Now, it’s entirely possible he was just making stuff up to get laid. But it honestly didn’t feel like that. He made me uneasy not because I thought he had any special insight into who I am but because he seemed to represent the human version of the edge I had been playing with on my trip. Part of me wanted to dive in, the other part wanted to run away.
I chose the latter. After that afternoon, I didn’t speak to him again. When I left Monday morning, I hugged the women good-bye and left. But I barely acknowledged Gul. As I walked out the door, I lifted my hand and mouthed “Bye.” He looked a little surprised at the tenor of my good-bye. Maybe even a little wounded. And I almost immediately regretted the coldness with which I left him. For a couple hundred miles afterwards, I felt like something was missing. I hadn’t said good-bye to Gul in the way that I should have. The brief connection we made mattered. But there was no gratitude in my good-bye. There was no recognition that if life was one of those Choose Your Own Adventure books–perhaps it is–that meeting him could have been one of those moments that would have pivoted me into an entirely different story than the one I was on, a story that would have likely involved a lot of travel, patchouli and amazing sex. But I was scared to let him see how he had touched my life for even a second. And for that, I was sorry.

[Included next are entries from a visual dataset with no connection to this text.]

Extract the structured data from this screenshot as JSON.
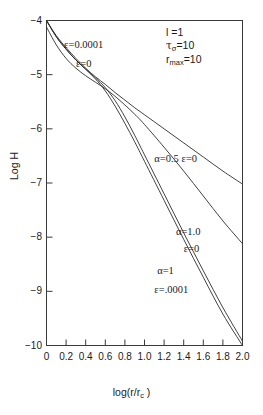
{
  "chart_data": {
    "type": "line",
    "title": "",
    "xlabel": "log(r/r_c )",
    "ylabel": "Log H",
    "xlim": [
      0,
      2.0
    ],
    "ylim": [
      -10,
      -4
    ],
    "grid": false,
    "legend": "inline-annotations",
    "xticks": [
      "0",
      "0.2",
      "0.4",
      "0.6",
      "0.8",
      "1.0",
      "1.2",
      "1.4",
      "1.6",
      "1.8",
      "2.0"
    ],
    "xtick_values": [
      0,
      0.2,
      0.4,
      0.6,
      0.8,
      1.0,
      1.2,
      1.4,
      1.6,
      1.8,
      2.0
    ],
    "yticks": [
      "-4",
      "-5",
      "-6",
      "-7",
      "-8",
      "-9",
      "-10"
    ],
    "ytick_values": [
      -4,
      -5,
      -6,
      -7,
      -8,
      -9,
      -10
    ],
    "series": [
      {
        "name": "alpha=0.5 epsilon=0.0001",
        "label": "ε=0.0001",
        "x": [
          0.0,
          0.1,
          0.2,
          0.3,
          0.4,
          0.5,
          0.6,
          0.7,
          0.8,
          0.9,
          1.0,
          1.2,
          1.4,
          1.6,
          1.8,
          2.0
        ],
        "y": [
          -4.0,
          -4.28,
          -4.5,
          -4.7,
          -4.88,
          -5.04,
          -5.18,
          -5.33,
          -5.47,
          -5.61,
          -5.74,
          -6.0,
          -6.26,
          -6.52,
          -6.78,
          -7.02
        ]
      },
      {
        "name": "alpha=0.5 epsilon=0",
        "label": "ε=0",
        "x": [
          0.0,
          0.1,
          0.2,
          0.3,
          0.4,
          0.5,
          0.6,
          0.7,
          0.8,
          0.9,
          1.0,
          1.2,
          1.4,
          1.6,
          1.8,
          2.0
        ],
        "y": [
          -4.12,
          -4.45,
          -4.7,
          -4.88,
          -5.02,
          -5.14,
          -5.26,
          -5.4,
          -5.56,
          -5.73,
          -5.92,
          -6.34,
          -6.78,
          -7.24,
          -7.7,
          -8.12
        ]
      },
      {
        "name": "alpha=1.0 epsilon=0",
        "label": "α=1.0 ε=0",
        "x": [
          0.0,
          0.1,
          0.2,
          0.3,
          0.4,
          0.5,
          0.6,
          0.7,
          0.8,
          0.9,
          1.0,
          1.2,
          1.4,
          1.6,
          1.8,
          2.0
        ],
        "y": [
          -4.0,
          -4.3,
          -4.53,
          -4.73,
          -4.9,
          -5.06,
          -5.24,
          -5.48,
          -5.78,
          -6.12,
          -6.48,
          -7.2,
          -7.92,
          -8.62,
          -9.3,
          -9.92
        ]
      },
      {
        "name": "alpha=1 epsilon=.0001",
        "label": "α=1 ε=.0001",
        "x": [
          0.0,
          0.1,
          0.2,
          0.3,
          0.4,
          0.5,
          0.6,
          0.7,
          0.8,
          0.9,
          1.0,
          1.2,
          1.4,
          1.6,
          1.8,
          2.0
        ],
        "y": [
          -4.0,
          -4.3,
          -4.53,
          -4.73,
          -4.9,
          -5.08,
          -5.3,
          -5.58,
          -5.9,
          -6.24,
          -6.6,
          -7.32,
          -8.04,
          -8.74,
          -9.42,
          -10.0
        ]
      }
    ],
    "annotations": [
      {
        "id": "eps-0001",
        "text": "ε=0.0001",
        "x": 0.18,
        "y": -4.45
      },
      {
        "id": "eps-0",
        "text": "ε=0",
        "x": 0.3,
        "y": -4.8
      },
      {
        "id": "alpha-05-eps-0",
        "text": "α=0.5 ε=0",
        "x": 1.1,
        "y": -6.55
      },
      {
        "id": "alpha-10",
        "text": "α=1.0",
        "x": 1.32,
        "y": -7.9
      },
      {
        "id": "alpha-10-eps-0",
        "text": "ε=0",
        "x": 1.4,
        "y": -8.22
      },
      {
        "id": "alpha-1",
        "text": "α=1",
        "x": 1.13,
        "y": -8.62
      },
      {
        "id": "alpha-1-eps-0001",
        "text": "ε=.0001",
        "x": 1.1,
        "y": -8.98
      }
    ],
    "parameters": {
      "l": "l =1",
      "tau": "τ",
      "tau_sub": "σ",
      "tau_val": "=10",
      "rmax": "r",
      "rmax_sub": "max",
      "rmax_val": "=10"
    }
  }
}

For the next few days, I was in nearly constant movement as I drove a checklist of things to see: Mt. Rushmore, The Badlands, Wisconsin in the fall, Lake Superior and the Upper Peninsula. Heading south again, I took an afternoon break on the shore of Lake Michigan at Sleeping Bear Dunes, another landmark whose nomenclature had charmed me into visiting. The day was clear and windy and brisk. I took my shoes off to walk barefoot in the sand. But soon, I was running down the dunes, every step pushing away waves of sand. I wondered if it was safe, the thought of glass or metal in the sand momentarily worried me. But what faith does it really take to run barefoot in the sand when the feeling is so delicious you never want to stop?